A Hoosier Republican nursing home executive who is also in the “never Trump” camp told Howey Politics Indiana/State Affairs: “I don’t like the policies that she has talked about with taxes and price controls. I like many of her cultural approaches. I really don’t like the concept of a very liberal Democrat being president, and there is no way in the past I would have supported her. But like many Republicans have said, the right policies are not my concern right now. Gotta take down Trump.”
DNC takeaways
Best speeches in this order:
- Michelle Obama (outstanding)
- Adam Kinzinger (an important appeal to Haley/moderate GOP/GOP-leaning Independents)
- Harris (a well-delivered, artfully crafted speech that was both base-pleasing and attractive to moderates)
The GOP opened a wide playing field for Democrats, who quickly claimed the field:
- Democrats are the party that fights communism. The Trump GOP does not (i.e., Ukraine).
- Democrats are now the “big tent” party. The Trump GOP has been narrowing its support, purging RINOs (Bushes, Romney, Cheney, Kinzinger) and Republicans who are not election deniers (Georgia Gov. Brian Kemp), becoming a party of MAGA only.

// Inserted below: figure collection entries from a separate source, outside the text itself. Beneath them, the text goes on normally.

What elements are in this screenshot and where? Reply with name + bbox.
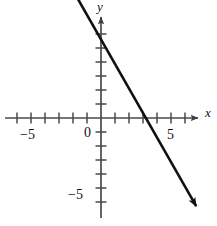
origin-label: 0 <box>84 126 91 140</box>
plotted-line <box>78 0 196 206</box>
graph-figure: x y −5 0 5 −5 <box>0 0 217 226</box>
y-tick-label-neg5: −5 <box>68 188 83 202</box>
y-axis-label: y <box>97 0 103 13</box>
x-tick-label-pos5: 5 <box>167 128 174 142</box>
x-axis-label: x <box>205 106 211 119</box>
x-tick-label-neg5: −5 <box>20 128 35 142</box>
coordinate-plane-svg <box>0 0 217 226</box>
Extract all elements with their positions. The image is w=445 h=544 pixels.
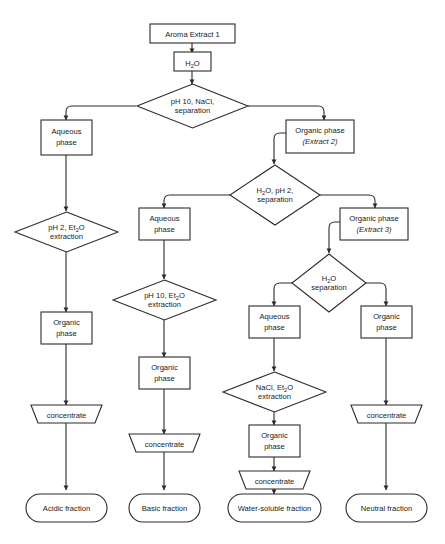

- Democrats have become the “proud to be an American” party. Lee Greenwood may sing the words, but Trump has spent eight years running down the U.S., likening it to a “failed nation.” People are tired of it.
In summary, Democrats have claimed the ground that Trump left wide open. He’ll try to claw back, as he is doing by trying to make amends with Gov. Kemp. It’s still a race, but Democrats couldn’t be in a better position. They’ve gone from the worst-case scenario after President Biden’s disastrous June debate to best-case scenario in just six weeks.